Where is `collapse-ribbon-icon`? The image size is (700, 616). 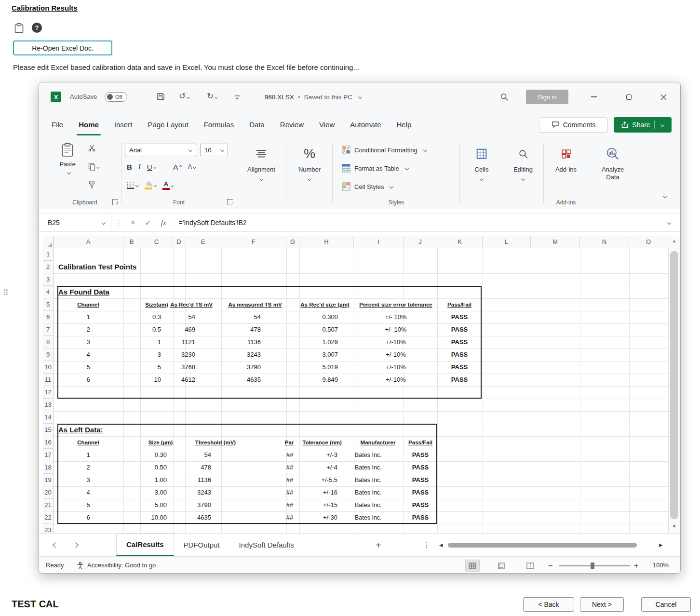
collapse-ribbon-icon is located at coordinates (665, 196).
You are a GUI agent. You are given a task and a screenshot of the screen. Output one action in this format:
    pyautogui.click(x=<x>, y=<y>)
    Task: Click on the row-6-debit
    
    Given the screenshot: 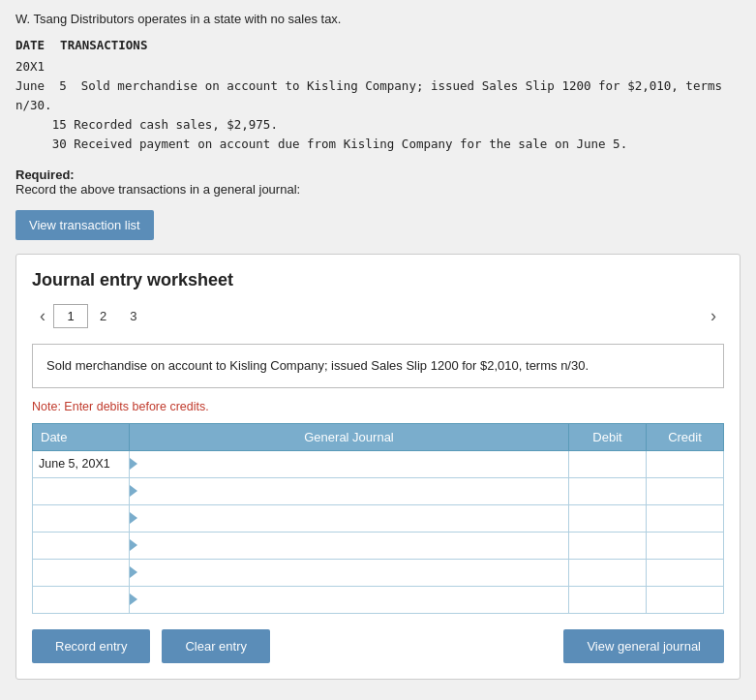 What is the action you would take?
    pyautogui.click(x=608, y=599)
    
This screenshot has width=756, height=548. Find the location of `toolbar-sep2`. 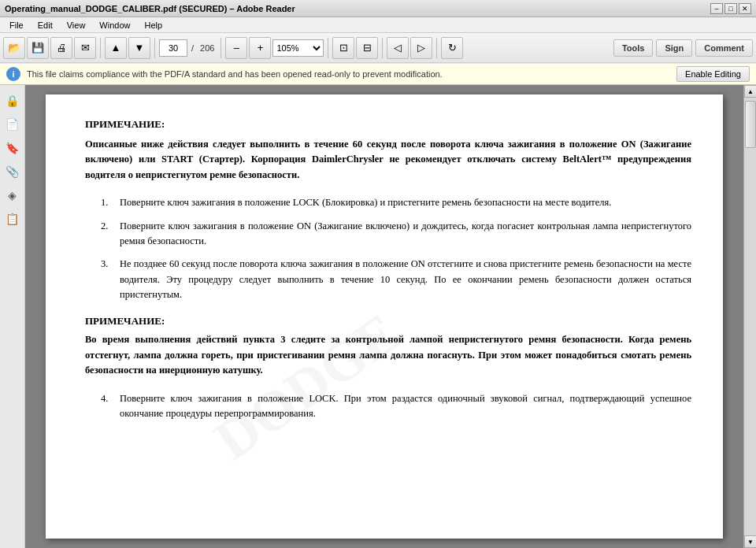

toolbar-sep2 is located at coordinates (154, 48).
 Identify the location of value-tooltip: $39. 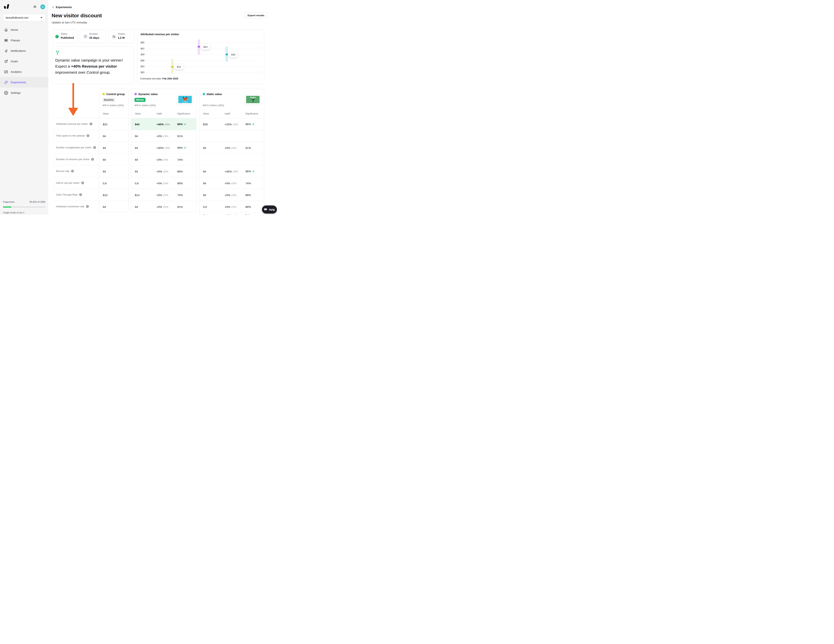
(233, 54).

• _What you will do_
Pictures are to be omitted. The lines from the line holding "This screenshot has" through the closing line of the data above are to be set down exactly, and nothing more.

• _Answer box_
This screenshot has width=756, height=548. Find the location of `toolbar-sep2`. 

toolbar-sep2 is located at coordinates (154, 48).
 Identify the location of value-tooltip: $39. 
(233, 54).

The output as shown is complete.